Originally posted by Sun Matrix
You say "Constantine... or a later Pope": which is it? Surely such accusations should at least be specific? It isn't Constantine, anyhow.
I've seen it listed as Constantine and also a later pope. It's late and I don't feel like looking it up as to me it doesn't much matter. They
are on the same team.
Well... it's best to be accurate, surely?
You state that one of these decided to worship this on the birthday of the sun god. But you may wish to know that a birthday for Sol Invictus is only
recorded LATER than our record of the celebration of Christmas on this date. I happen to think that it is mostly likely so; but I merely point out
that there is a problem with these sorts of utterances.
Can you provide proof of this. I would like to see this.
I never feel obliged to prove things to people: let the ignorant be ignorant, I feel (no personal reflection intended here, but don't you get fed up
with weenes demanding 'prove this'?). But I am very keen to pass on information.
I cannot give you the contents of a great deal of reading in the primary literature. What I can tell you, tho, is that the first recorded statement
of a festival on the 25th December of the Natalis of Sol Invictus is in the Chronography of 354. I have started to place this online, so you can see
it for yourself at
www.tertullian.org...
You can get some idea of what I have been looking at from
www.tertullian.org...
I have been in contact with Drs Salzman and Hijmans on this subject, and the absence is very interesting. However... when I looked in A. DEGRASSI,
Inscriptiones Italiae, vol. 13: Fasti et elogia, fasc. 2: Fasti Anni Numani et Iuliani (Rome, 1963), I looked at all the calendars to see what there
was for 25 Dec. but I couldn't help noticing that no calendars were actually available from between about 100 AD and the Chronography of 354. So (I
think, ignorantly) this silence may not be very significant.
There are LATER references to a solar feast on this date; Julian the Apostate records one in that period, Thomas of Edessa in the 6th century does.
The scholiast on Dionysius bar Salibi says that Christmas was instituted on that date to replace a solar feast; but Dionysius bar Salibi lived in the
13th century, and the scholiast later, so his evidence isn't very conclusive.
I have started to collect ancient statements about Sol Invictus (incomplete):
www.tertullian.org...
But it seems entirely possible that the official festival on 25 Dec. was a retaliation by the pagan revival of the mid-4th century, rather than an
ancient feast. Sol Invictus was, after all, a foundation in 274 by Aurelian, not necessarily at all the same as the old worship of Sol.
That said, my own opinion (contra Hijmans) is that the 25 Dec. *was* instituted as a festival by Aurelian or one of the following emperors. I think
this because I can't see how Constantine or his successors up to 354 AD would create one, all of them being Christians; and that the festival is not
ancient is shown by the unusual number of chariot races on that date -- XXX rather than the standard XXIV found for older major festivals in the
calendar. But I have to acknowledge that this is only my opinion; actual evidence is lacking.
(Information about the date of Christmas can be found in the Catholic Encyclopedia article online -- it references all the scanty sources we have,
which is the only part of the article interesting to us).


Figure out how many lines in these records contain "this". Only the number belongs in the reply.

*** Provided records ***

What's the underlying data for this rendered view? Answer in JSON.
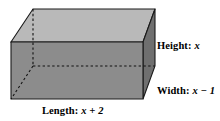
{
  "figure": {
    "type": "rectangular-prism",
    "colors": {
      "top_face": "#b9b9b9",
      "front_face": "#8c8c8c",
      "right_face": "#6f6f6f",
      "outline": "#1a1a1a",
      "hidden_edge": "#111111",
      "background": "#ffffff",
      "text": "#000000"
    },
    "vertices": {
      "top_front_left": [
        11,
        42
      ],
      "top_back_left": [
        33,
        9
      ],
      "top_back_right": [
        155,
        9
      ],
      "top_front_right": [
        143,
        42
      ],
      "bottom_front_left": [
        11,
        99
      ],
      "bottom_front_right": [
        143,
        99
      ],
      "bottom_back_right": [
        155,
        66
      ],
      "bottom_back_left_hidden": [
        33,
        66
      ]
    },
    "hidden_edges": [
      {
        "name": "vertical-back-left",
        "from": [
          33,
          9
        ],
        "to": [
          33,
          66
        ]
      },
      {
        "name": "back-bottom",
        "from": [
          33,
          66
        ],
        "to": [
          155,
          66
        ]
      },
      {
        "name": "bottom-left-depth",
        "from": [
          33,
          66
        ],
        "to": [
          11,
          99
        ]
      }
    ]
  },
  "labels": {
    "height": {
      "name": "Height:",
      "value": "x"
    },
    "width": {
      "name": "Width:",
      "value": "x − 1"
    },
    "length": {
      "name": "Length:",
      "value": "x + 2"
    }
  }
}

*** End of Provided records ***
*** Provided records ***

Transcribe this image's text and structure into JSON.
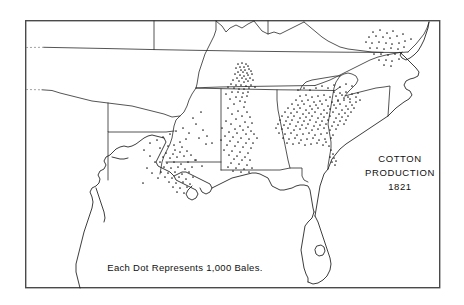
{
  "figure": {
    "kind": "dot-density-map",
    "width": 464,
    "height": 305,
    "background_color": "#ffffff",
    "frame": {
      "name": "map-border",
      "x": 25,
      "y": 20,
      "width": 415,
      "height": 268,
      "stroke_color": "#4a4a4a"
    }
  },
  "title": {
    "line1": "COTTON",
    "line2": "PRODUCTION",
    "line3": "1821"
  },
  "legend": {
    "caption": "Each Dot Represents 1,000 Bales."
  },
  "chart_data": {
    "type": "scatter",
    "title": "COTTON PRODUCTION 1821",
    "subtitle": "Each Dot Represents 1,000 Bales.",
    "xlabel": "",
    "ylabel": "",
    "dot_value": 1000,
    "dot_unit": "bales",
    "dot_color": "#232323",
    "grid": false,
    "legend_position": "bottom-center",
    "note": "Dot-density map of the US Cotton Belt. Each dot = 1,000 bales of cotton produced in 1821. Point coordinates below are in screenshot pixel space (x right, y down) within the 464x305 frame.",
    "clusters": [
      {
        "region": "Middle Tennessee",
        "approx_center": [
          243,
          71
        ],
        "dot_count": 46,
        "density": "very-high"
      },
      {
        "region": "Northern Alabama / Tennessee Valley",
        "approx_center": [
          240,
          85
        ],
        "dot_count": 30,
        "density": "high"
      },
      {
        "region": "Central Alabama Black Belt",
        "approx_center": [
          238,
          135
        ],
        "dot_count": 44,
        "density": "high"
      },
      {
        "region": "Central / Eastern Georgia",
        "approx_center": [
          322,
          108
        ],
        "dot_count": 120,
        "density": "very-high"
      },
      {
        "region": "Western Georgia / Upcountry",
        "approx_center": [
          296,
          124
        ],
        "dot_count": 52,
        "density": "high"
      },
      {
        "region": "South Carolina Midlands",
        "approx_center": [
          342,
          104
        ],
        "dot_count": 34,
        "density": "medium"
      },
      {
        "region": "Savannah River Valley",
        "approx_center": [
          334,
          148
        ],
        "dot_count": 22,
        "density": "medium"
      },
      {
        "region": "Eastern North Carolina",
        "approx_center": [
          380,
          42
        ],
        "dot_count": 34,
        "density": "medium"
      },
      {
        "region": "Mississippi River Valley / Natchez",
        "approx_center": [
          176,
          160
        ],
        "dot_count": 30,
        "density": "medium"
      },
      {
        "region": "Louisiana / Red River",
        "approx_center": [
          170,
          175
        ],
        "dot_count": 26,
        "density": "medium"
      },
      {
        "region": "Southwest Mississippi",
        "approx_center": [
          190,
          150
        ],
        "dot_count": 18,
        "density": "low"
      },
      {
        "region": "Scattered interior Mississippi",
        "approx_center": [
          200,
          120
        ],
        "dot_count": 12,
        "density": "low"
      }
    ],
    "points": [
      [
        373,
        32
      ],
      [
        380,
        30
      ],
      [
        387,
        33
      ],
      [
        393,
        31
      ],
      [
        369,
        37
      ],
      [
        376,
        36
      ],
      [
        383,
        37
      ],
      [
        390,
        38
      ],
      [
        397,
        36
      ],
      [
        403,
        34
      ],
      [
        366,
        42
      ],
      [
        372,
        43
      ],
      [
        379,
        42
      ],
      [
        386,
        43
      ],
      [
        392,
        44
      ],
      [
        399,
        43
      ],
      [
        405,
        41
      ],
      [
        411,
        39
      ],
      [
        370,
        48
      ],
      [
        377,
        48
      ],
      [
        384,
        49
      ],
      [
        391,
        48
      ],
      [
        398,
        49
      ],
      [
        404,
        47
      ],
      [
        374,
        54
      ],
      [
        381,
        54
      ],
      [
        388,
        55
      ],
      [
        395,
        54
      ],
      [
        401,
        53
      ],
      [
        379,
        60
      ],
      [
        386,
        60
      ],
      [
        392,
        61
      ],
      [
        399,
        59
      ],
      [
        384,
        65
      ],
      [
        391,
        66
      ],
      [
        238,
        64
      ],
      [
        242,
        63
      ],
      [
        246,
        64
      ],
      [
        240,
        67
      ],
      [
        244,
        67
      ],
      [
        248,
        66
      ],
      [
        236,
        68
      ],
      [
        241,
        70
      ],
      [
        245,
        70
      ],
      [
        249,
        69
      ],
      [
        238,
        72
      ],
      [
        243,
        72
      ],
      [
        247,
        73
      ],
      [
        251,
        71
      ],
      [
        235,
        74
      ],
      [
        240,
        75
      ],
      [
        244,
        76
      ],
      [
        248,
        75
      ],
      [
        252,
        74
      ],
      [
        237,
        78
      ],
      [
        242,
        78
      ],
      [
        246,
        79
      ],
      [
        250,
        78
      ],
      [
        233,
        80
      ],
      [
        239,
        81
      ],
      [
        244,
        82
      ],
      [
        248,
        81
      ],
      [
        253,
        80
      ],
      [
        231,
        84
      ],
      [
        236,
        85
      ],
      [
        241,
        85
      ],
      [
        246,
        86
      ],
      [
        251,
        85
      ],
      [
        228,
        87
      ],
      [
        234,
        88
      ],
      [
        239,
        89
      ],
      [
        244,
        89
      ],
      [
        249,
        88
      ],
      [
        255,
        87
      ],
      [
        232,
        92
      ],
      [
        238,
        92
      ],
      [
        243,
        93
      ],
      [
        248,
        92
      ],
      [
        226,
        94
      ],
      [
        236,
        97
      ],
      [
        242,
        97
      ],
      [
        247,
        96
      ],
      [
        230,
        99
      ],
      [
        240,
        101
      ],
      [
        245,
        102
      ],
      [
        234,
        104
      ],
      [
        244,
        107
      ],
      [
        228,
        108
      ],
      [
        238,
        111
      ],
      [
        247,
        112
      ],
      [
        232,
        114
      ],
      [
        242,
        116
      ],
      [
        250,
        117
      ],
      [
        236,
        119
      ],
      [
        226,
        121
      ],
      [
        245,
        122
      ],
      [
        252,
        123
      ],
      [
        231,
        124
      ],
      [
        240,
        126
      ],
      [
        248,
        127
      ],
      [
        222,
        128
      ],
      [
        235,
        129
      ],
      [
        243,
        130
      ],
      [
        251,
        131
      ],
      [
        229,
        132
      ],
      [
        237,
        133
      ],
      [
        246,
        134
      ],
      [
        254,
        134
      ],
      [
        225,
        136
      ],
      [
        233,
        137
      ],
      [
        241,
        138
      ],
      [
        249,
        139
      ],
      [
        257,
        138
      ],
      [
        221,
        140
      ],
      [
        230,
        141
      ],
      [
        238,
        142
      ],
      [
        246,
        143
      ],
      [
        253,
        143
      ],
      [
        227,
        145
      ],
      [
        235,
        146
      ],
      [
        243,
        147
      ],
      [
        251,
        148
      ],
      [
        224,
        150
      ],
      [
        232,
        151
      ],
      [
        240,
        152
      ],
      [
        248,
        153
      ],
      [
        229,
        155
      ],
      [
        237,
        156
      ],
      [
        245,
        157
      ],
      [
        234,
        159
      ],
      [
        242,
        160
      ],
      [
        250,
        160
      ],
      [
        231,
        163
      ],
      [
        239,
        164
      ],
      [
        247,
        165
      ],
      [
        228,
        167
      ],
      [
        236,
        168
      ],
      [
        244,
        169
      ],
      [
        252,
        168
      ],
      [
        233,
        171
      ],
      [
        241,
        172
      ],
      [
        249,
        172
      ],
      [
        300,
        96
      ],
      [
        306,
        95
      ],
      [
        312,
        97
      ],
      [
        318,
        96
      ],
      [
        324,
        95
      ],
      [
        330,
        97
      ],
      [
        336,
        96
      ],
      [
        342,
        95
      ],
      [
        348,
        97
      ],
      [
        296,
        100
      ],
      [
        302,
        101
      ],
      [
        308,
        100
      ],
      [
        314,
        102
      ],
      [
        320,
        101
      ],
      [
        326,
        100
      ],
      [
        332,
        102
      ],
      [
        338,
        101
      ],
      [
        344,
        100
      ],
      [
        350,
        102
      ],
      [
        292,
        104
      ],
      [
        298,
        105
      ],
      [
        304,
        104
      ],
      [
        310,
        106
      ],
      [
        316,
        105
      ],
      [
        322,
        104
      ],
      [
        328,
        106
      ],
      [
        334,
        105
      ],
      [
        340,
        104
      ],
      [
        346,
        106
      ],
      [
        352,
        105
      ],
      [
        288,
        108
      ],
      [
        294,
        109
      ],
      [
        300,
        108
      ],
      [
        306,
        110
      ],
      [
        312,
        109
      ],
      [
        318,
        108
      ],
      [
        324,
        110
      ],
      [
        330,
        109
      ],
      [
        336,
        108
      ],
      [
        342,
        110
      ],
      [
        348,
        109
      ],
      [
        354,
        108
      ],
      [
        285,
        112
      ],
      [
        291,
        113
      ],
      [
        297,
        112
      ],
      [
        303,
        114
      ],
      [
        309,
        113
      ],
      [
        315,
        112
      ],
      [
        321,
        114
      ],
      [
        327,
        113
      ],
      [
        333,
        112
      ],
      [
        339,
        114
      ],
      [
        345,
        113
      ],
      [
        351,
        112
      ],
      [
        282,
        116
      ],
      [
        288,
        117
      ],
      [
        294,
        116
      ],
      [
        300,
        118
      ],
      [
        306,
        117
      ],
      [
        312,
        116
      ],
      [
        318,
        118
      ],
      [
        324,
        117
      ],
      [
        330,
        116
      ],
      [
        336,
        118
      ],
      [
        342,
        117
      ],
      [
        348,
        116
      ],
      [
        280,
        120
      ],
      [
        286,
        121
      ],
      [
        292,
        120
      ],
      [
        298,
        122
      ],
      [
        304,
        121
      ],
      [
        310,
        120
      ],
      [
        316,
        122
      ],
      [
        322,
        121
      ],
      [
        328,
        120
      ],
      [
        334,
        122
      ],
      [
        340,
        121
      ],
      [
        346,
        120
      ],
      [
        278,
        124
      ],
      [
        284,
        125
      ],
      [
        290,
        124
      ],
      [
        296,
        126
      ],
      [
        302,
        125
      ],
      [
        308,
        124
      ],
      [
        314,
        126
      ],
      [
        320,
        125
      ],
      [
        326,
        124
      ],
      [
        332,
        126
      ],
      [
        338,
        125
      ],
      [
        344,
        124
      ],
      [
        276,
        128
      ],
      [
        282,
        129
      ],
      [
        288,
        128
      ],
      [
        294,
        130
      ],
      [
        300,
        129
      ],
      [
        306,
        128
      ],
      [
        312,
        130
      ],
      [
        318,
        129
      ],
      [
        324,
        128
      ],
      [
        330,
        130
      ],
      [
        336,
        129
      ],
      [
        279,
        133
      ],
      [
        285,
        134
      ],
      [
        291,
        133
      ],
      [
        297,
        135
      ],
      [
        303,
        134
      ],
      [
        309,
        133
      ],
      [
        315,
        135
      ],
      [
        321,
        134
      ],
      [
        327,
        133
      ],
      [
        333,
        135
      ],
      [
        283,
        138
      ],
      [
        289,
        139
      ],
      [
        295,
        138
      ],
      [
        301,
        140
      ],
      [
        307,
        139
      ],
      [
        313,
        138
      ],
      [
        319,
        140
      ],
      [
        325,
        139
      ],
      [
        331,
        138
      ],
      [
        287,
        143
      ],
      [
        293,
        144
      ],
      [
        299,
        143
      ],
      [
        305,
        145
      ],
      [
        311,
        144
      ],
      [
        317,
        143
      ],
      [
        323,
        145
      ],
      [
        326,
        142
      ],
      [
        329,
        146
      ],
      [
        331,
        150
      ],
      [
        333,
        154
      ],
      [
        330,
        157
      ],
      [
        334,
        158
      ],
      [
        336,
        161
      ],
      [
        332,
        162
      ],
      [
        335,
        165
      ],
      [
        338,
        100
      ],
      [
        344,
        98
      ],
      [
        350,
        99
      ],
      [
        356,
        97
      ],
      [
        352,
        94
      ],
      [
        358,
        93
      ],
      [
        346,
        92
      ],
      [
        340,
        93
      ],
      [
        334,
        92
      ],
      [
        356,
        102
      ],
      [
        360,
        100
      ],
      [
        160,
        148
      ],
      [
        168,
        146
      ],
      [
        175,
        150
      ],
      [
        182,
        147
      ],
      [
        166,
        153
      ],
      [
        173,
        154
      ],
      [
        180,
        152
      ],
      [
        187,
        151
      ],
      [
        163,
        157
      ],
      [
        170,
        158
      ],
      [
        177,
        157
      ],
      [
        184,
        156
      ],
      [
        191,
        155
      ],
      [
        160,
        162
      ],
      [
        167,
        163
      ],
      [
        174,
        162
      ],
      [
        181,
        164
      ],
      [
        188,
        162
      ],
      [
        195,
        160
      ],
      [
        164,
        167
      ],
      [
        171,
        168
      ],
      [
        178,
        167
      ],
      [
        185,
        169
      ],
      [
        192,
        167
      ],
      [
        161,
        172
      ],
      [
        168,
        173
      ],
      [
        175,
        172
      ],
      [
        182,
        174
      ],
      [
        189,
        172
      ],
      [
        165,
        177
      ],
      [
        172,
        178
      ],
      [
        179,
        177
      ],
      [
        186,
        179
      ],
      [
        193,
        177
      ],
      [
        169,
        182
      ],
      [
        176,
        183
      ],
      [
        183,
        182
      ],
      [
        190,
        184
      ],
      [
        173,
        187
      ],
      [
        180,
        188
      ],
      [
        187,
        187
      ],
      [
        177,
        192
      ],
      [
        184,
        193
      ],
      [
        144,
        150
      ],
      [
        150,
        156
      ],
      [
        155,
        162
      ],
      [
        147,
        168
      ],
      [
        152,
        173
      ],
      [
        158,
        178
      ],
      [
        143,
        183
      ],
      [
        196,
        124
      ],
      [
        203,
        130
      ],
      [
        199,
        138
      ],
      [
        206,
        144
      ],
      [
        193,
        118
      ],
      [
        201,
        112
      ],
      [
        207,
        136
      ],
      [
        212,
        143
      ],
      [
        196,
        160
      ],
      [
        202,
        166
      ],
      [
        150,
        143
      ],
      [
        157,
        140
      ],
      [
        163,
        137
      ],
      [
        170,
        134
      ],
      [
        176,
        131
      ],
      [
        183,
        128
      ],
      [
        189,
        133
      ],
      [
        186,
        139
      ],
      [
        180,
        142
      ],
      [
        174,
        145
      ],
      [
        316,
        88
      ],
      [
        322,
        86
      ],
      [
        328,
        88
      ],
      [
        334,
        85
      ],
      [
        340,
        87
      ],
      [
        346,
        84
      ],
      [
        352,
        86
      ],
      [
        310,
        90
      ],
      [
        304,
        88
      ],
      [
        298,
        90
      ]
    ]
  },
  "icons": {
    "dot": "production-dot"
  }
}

*** End of Provided records ***

▸ **Response area**: 2